What makes a community center thrive? Yes, it is partly shops, partly restaurants, movie theaters and playgrounds, but so much more. Thriving communities are public hubs that include schools, libraries, government offices, post offices, hospitals, churches, museums, historical societies, banks, transportation centers, parks, and more that serve the needs of people in the community.
Elements of each of these can be brought into the mall. For example, a recent Gallup Poll found that more adult Americans visited libraries last year than went to the movies, live sporting events, museums, concerts, amusement parks and casinos, among other activities.
Further, the most active library users were women and young people aged 18-to-29, just the kind of potential customers that malls need to cultivate in their communities. So why don’t malls invite the local library in as a public service?
To become a true community center, not just a place for people to spend money, malls need to adopt a public service approach. That represents a radical shift for malls, but one that is right for our time.
Consumers today are more involved than ever in social and political causes. Malls can play in that space with additions like post offices as well as offices for elected officials and public services.
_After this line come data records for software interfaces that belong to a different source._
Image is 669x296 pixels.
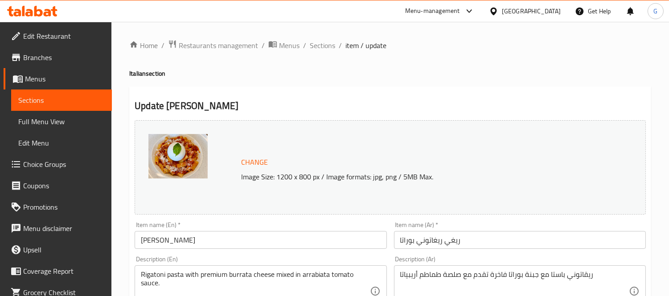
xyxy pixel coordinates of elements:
li: / [161,40,164,51]
a: Coupons [4,175,112,196]
a: Menus [4,68,112,90]
a: Promotions [4,196,112,218]
span: Full Menu View [18,116,105,127]
span: Change [241,156,268,169]
span: Promotions [23,202,105,212]
span: Upsell [23,245,105,255]
span: Menu disclaimer [23,223,105,234]
span: Restaurants management [179,40,258,51]
a: Restaurants management [168,40,258,51]
span: Branches [23,52,105,63]
a: Upsell [4,239,112,261]
a: Home [129,40,158,51]
a: Coverage Report [4,261,112,282]
nav: breadcrumb [129,40,651,51]
span: Choice Groups [23,159,105,170]
div: [GEOGRAPHIC_DATA] [502,6,560,16]
a: Branches [4,47,112,68]
span: Menus [279,40,299,51]
input: Enter name Ar [394,231,645,249]
span: Coverage Report [23,266,105,277]
span: Edit Restaurant [23,31,105,41]
a: Edit Restaurant [4,25,112,47]
span: Menus [25,73,105,84]
span: Edit Menu [18,138,105,148]
a: Edit Menu [11,132,112,154]
a: Menus [268,40,299,51]
input: Enter name En [135,231,386,249]
h2: Update [PERSON_NAME] [135,99,645,113]
a: Full Menu View [11,111,112,132]
li: / [339,40,342,51]
a: Sections [310,40,335,51]
div: Menu-management [405,6,460,16]
span: Coupons [23,180,105,191]
img: mmw_638925866679503916 [148,134,208,179]
button: Change [237,153,271,171]
span: Sections [18,95,105,106]
a: Choice Groups [4,154,112,175]
a: Menu disclaimer [4,218,112,239]
h4: Italian section [129,69,651,78]
li: / [303,40,306,51]
p: Image Size: 1200 x 800 px / Image formats: jpg, png / 5MB Max. [237,171,600,182]
li: / [261,40,265,51]
span: item / update [345,40,386,51]
span: G [653,6,657,16]
a: Sections [11,90,112,111]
Malls should provide community event space to host town hall meetings, create learning spaces for children, and support local museums, historical societies and non-profit groups with space for special displays and community engagements.
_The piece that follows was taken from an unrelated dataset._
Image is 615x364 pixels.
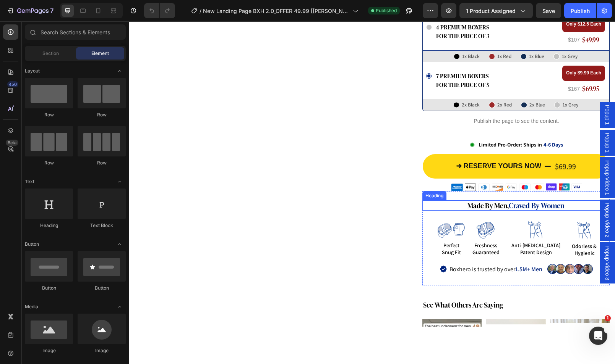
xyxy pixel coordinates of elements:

And, of course, malls can reach into the community to sponsor fun special events, like art shows, live concerts, craft demonstrations, clothing repair, recycle, exchange events, wellness and sports clinics, local wine and beer tastings, the list goes on.
The manager in charge of special events, programming and public services should have just as much clout in the mall organization as the manager in charge of leasing.
McKinsey foresees this shift, predicting that the mix of tenant to public spaces will shift from the current 70% tenant to 30% public mix to 60/40 or even 50/50.
“When this happens, these expanded public spaces will need to be planned and programmed over the year much like an exhibition. They will be managed more like content and media, instead of real estate,” the company writes.
Natalie Hwang, the managing director of Simon Ventures, says what’s needed are new ways of organizing and arranging the mall environment, or “dynamically recalibrating spaces.” She calls on malls to think of their spaces as places to “leverage different content platforms,” content being the collection of stores, the restaurants, the special events, and other tenants and attractions that make up the mall.
By providing more meaningful experiences to people in the local community, malls will deliver the most meaningful experiences their retail tenants want: a place for customer acquisition, not just a place to conduct transactions.
Malls for more than commerce
Mall owners, developers, and managers need to think of their malls as content platforms that support the many facets of people’s lives. In that way they will facilitate retail sales by recognizing and understanding the mall’s place in the community and connecting with that local community through shared core values and aspirations.
Malls must become the new American “Main Street,” where people feel a real sense of community and belonging, not some faux approximation of it.
As the AT Kearney report concluded: “The future of retail real estate is as robust as the industry’s imaginations. Future success depends to a large degree on being able to ‘unlearn’ the lessons of the past. Tomorrow’s success will belong to those operators and tenants willing to break from yesterday’s patterns and practices and fully embrace a consumer-driven future.”